Battle of Sullivan's Island | |||||||
---|---|---|---|---|---|---|---|
Part of the American Revolutionary War | |||||||
Sergeant William Jasper raising the flag over the fort |
|||||||
|
|||||||
Belligerents | |||||||
South Carolina | Great Britain | ||||||
Commanders and leaders | |||||||
Charles Lee William Moultrie |
Peter Parker (WIA) Henry Clinton |
||||||
Strength | |||||||
Fort Sullivan:
Other defenses:
|
2,200 infantry 2 fourth-rates 6 frigates 1 bomb vessel |
||||||
Casualties and losses | |||||||
12 killed 25 wounded |
220 killed and wounded 2 fourth-rates severely damaged 2 frigates moderately damaged 1 frigate grounded, later scuttled |
Fort Sullivan:
Other defenses:
The Battle of Sullivan's Island or the Battle of Fort Sullivan was fought on June 28, 1776, during the American Revolutionary War. It took place near Charleston, South Carolina, during the first British attempt to capture the city from American rebels. It is also sometimes referred to as the First Siege of Charleston, owing to a more successful British siege in 1780.
The British organized an expedition in early 1776 for operations in the rebellious southern colonies of North America. Delayed by logistical concerns and bad weather, the expedition reached the coast of North Carolina in May 1776. Finding conditions unsuitable for their operations, General Henry Clinton and Admiral Sir Peter Parker decided instead to act against Charleston. Arriving there in early June, troops were landed on Long Island, near Sullivan's Island where Colonel William Moultrie commanded a partially constructed fort, in preparation for a naval bombardment and land assault. General Charles Lee, commanding the southern Continental theater of the war, would provide supervision.
The land assault was frustrated when the channel between the two islands was found to be too deep to wade, and the American defenses prevented an amphibious landing. The naval bombardment had little effect due to the sandy soil and the spongy nature of the fort's palmetto log construction. Careful fire by the defenders wrought significant damage on the British fleet, which withdrew after an entire day's bombardment. The British withdrew their expedition force to New York, and did not return to South Carolina until 1780.
When the American Revolutionary War broke out in 1775, the city of Charleston in the colony of South Carolina was a center of commerce in southern North America. The city's citizens joined other colonists in opposing the British parliament's attempts to tax them, and militia recruitment increased when word arrived of the April 1775 Battles of Lexington and Concord. Throughout 1775 and into 1776, militia recruits arrived in the city from the colony's backcountry, the city's manufacturers and tradesmen began producing war materiel, and defensive fortifications began to take shape around the city.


» Task brief:
Every line from the one with "Establish where <element>helmet</element> is." to the end of the data needs to be copied exactly, and no line before it.

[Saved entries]
──────────

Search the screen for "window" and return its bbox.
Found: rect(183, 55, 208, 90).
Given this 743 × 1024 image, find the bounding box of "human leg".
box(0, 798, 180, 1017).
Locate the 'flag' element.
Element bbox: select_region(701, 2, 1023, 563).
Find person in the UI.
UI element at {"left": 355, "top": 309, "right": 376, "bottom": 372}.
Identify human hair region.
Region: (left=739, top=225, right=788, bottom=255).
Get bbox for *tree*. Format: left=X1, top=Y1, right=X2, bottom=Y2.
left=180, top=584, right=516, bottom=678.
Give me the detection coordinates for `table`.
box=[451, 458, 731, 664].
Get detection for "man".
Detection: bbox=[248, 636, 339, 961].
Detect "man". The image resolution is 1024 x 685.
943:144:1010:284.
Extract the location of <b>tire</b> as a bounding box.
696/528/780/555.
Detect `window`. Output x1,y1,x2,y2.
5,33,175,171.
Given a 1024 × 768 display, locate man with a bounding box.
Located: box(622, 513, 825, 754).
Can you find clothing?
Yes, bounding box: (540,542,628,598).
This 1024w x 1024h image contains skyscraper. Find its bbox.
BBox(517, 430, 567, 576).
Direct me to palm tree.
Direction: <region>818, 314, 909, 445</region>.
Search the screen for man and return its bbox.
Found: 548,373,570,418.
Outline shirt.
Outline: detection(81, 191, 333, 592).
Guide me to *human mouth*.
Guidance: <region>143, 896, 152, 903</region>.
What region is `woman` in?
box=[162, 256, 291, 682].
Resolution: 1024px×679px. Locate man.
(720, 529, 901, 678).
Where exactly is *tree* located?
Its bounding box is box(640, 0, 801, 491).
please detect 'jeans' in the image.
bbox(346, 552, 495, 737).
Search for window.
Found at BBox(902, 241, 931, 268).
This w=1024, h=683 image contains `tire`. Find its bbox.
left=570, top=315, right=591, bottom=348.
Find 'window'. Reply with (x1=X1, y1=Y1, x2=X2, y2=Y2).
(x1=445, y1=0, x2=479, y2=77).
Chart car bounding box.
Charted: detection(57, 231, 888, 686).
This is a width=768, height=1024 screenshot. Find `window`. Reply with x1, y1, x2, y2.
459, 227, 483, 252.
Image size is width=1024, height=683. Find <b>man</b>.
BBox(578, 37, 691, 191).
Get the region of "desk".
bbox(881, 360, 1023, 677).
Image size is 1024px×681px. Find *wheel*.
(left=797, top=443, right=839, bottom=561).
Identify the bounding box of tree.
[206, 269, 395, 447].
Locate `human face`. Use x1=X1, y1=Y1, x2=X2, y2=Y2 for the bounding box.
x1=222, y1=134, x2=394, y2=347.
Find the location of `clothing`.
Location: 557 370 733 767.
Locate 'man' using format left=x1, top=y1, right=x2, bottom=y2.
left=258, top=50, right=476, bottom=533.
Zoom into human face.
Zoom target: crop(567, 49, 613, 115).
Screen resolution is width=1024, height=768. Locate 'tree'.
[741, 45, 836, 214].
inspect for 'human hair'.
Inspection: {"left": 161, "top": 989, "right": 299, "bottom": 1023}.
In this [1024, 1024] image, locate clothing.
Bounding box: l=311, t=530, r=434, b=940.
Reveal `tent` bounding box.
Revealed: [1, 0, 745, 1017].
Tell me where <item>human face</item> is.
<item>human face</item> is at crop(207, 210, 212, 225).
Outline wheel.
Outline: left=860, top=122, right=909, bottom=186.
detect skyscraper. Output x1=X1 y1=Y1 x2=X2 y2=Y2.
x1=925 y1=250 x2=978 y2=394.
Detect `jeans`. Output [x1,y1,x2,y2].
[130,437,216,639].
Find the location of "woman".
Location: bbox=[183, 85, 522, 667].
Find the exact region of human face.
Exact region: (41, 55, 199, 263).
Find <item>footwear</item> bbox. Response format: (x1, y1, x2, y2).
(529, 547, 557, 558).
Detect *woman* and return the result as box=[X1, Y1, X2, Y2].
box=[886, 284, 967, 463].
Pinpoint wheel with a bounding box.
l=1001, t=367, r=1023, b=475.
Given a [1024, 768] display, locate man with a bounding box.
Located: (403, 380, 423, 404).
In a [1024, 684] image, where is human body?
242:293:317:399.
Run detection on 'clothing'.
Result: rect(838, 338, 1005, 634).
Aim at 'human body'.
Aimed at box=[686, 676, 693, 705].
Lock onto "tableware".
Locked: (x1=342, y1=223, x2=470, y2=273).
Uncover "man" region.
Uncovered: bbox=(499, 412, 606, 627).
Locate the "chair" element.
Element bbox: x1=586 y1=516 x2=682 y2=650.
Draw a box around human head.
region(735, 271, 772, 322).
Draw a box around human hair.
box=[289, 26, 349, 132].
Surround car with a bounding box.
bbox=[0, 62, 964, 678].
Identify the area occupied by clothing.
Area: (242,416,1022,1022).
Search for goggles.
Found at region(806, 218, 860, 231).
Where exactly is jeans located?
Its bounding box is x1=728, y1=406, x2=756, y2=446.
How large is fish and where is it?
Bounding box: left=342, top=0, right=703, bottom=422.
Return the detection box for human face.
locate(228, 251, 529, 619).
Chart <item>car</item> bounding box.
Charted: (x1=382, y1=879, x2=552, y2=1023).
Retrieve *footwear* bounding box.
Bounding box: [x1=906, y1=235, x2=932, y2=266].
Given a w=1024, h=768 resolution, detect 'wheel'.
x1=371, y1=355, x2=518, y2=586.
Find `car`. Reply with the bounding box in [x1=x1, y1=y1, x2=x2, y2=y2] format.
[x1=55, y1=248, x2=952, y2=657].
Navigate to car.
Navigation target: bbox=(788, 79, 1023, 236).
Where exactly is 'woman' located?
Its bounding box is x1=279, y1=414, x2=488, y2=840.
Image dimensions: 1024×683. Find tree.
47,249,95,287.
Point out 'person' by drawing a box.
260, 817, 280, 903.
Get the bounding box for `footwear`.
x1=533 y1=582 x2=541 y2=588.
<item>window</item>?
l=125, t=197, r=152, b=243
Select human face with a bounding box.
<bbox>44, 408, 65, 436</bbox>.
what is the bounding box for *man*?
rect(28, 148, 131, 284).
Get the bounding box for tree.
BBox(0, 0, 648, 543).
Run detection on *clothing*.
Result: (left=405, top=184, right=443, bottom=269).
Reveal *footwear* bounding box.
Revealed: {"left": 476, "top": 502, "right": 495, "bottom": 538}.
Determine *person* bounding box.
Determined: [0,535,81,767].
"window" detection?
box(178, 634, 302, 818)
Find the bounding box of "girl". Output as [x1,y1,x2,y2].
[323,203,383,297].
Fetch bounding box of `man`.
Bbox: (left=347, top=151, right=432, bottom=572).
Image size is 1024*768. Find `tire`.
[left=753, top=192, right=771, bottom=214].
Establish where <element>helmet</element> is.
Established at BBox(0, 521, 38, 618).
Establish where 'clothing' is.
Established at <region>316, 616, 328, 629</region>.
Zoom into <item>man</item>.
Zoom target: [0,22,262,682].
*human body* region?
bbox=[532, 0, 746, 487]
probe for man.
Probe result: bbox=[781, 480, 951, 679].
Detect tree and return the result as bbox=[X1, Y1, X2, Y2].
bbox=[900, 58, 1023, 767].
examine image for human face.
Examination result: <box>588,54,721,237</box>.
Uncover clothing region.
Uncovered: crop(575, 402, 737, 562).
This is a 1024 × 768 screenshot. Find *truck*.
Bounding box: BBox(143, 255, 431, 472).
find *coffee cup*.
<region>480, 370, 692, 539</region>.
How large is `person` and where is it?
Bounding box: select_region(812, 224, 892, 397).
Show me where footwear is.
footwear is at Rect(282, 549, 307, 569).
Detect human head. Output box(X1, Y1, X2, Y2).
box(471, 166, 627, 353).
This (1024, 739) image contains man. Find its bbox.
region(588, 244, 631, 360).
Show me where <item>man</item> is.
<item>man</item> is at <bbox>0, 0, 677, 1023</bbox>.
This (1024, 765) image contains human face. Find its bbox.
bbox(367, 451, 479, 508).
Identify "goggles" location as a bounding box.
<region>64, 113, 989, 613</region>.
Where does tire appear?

──────────

» Solved problem:
Establish where <element>helmet</element> is.
Established at BBox(0, 521, 38, 618).
Establish where 'clothing' is.
Established at <region>316, 616, 328, 629</region>.
Zoom into <item>man</item>.
Zoom target: [0,22,262,682].
*human body* region?
bbox=[532, 0, 746, 487]
probe for man.
Probe result: bbox=[781, 480, 951, 679].
Detect tree and return the result as bbox=[X1, Y1, X2, Y2].
bbox=[900, 58, 1023, 767].
examine image for human face.
Examination result: <box>588,54,721,237</box>.
Uncover clothing region.
Uncovered: crop(575, 402, 737, 562).
This is a 1024 × 768 screenshot. Find *truck*.
Bounding box: BBox(143, 255, 431, 472).
find *coffee cup*.
<region>480, 370, 692, 539</region>.
How large is `person` and where is it?
Bounding box: select_region(812, 224, 892, 397).
Show me where footwear is.
footwear is at Rect(282, 549, 307, 569).
Detect human head. Output box(X1, Y1, X2, Y2).
box(471, 166, 627, 353).
This (1024, 739) image contains man. Find its bbox.
region(588, 244, 631, 360).
Show me where <item>man</item> is.
<item>man</item> is at <bbox>0, 0, 677, 1023</bbox>.
This (1024, 765) image contains human face. Find its bbox.
bbox(367, 451, 479, 508).
Identify "goggles" location as a bounding box.
<region>64, 113, 989, 613</region>.
Where does tire appear?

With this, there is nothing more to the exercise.